Suzanne Solberg Nagle, left, and Lorraine and Thor Solberg. Photo by Carmen Natale/ALM Suzanne Solberg Nagle, left, and Lorraine and Thor Solberg. Photo by Carmen Natale/ALM

A New Jersey appeals court has upheld an award of $329,000 in attorney fees for a plaintiff whose 2011 shareholder oppression case against her siblings had fixed “considerable mismanagement” at the family's airport-operation business.

A three-judge panel of the Superior Court's Appellate Division on Thursday affirmed the award to Suzanne Solberg Nagle and her McCarter & English attorneys in a long-running dispute involving family companies that own and operate Solberg-Hunterdon Airport in Readington Township.

Chancery Division Judge Edward Coleman found in 2014 that Suzanne's siblings, Thor and Lorraine, had long sidelined her from corporate decision-making and engaged in “gross mismanagement” to her detriment. The ruling also found that Thor, who died in 2017, had improperly used a home on company property for years without reimbursing the family partnership.

Coleman initially ordered Thor and Lorraine to return $150,000 in property taxes to the business and also appointed a special fiscal agent to do a forensic accounting of other finance issues.
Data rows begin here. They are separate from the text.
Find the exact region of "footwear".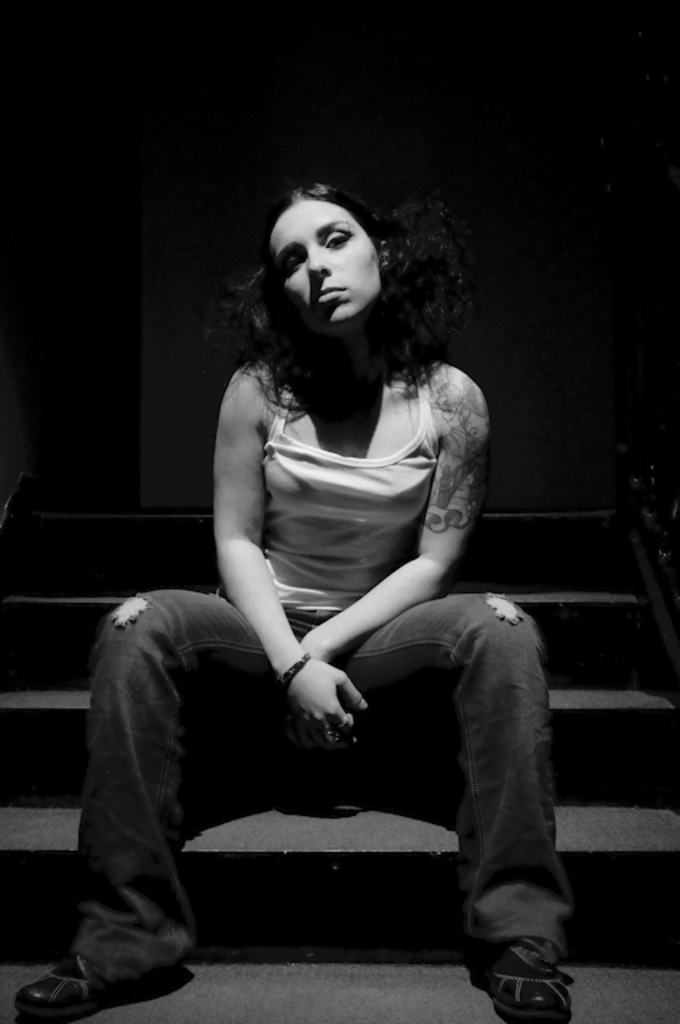
Exact region: (x1=11, y1=953, x2=173, y2=1023).
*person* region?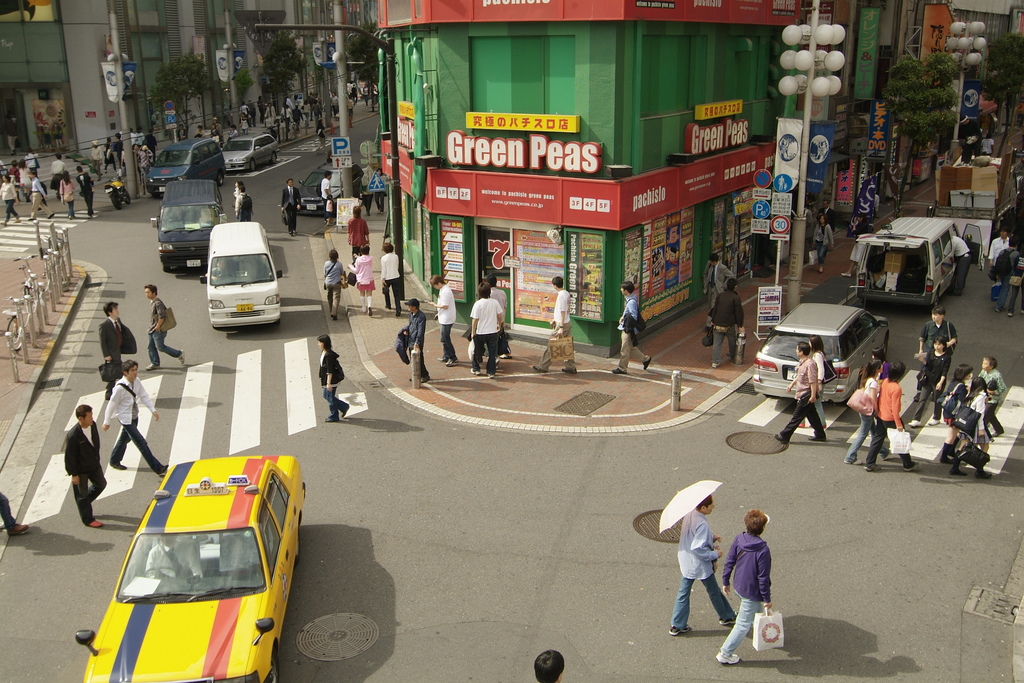
{"x1": 529, "y1": 273, "x2": 580, "y2": 383}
Though Coleman later adopted a report that Thor was owed $190,000 for improvements he made to the residence, the judge declined to modify Suzanne's attorney fee award, finding that she had fundamentally prevailed on her claims and had rectified the family's business affairs through the appointment of the special fiscal agent.

Lorraine and Thor's estate appealed the ruling, arguing that the fee award was premature because it preceded a posttrial accounting that ultimately revealed Thor was entitled to a credit for improvements he made to the airport property. Any fee award, the ruling said, should be confined to McCarter & English's work on Suzanne's oppressed shareholder claim, and not related arguments for breach of contract and fiduciary duties.

The Appellate Division panel on Thursday, however, affirmed the award, adding only what it said were “a few amplifying issue-specific comments.” The panel noted in its per curium ruling that the trial judge was entitled to “considerable deference” and that the Chancery Division was vested with “broad equitable authority” to craft case-specific remedies.

“The judge clearly exhibited a 'feel for the case' and, on the whole, ruled in a fair and equitable manner in addressing the litany of issues the parties called upon him to decide,” the judges wrote in a 23-page opinion.

An attorney from McCarter & English declined to comment, citing the firm's practice of not publicly discussing a matter in which it was involved. At attorney for the defendants did not return a call Friday seeking comment on the case.

According to the opinion, Suzanne was represented by William Wallach of McCarter & English in Newark. Lorraine and Thor's estate was represented by Lawrence Berger of Berger & Bernstein and Gregory Cannon of Sobel Ham & Cannon.

The case was captioned Solberg v. Solberg.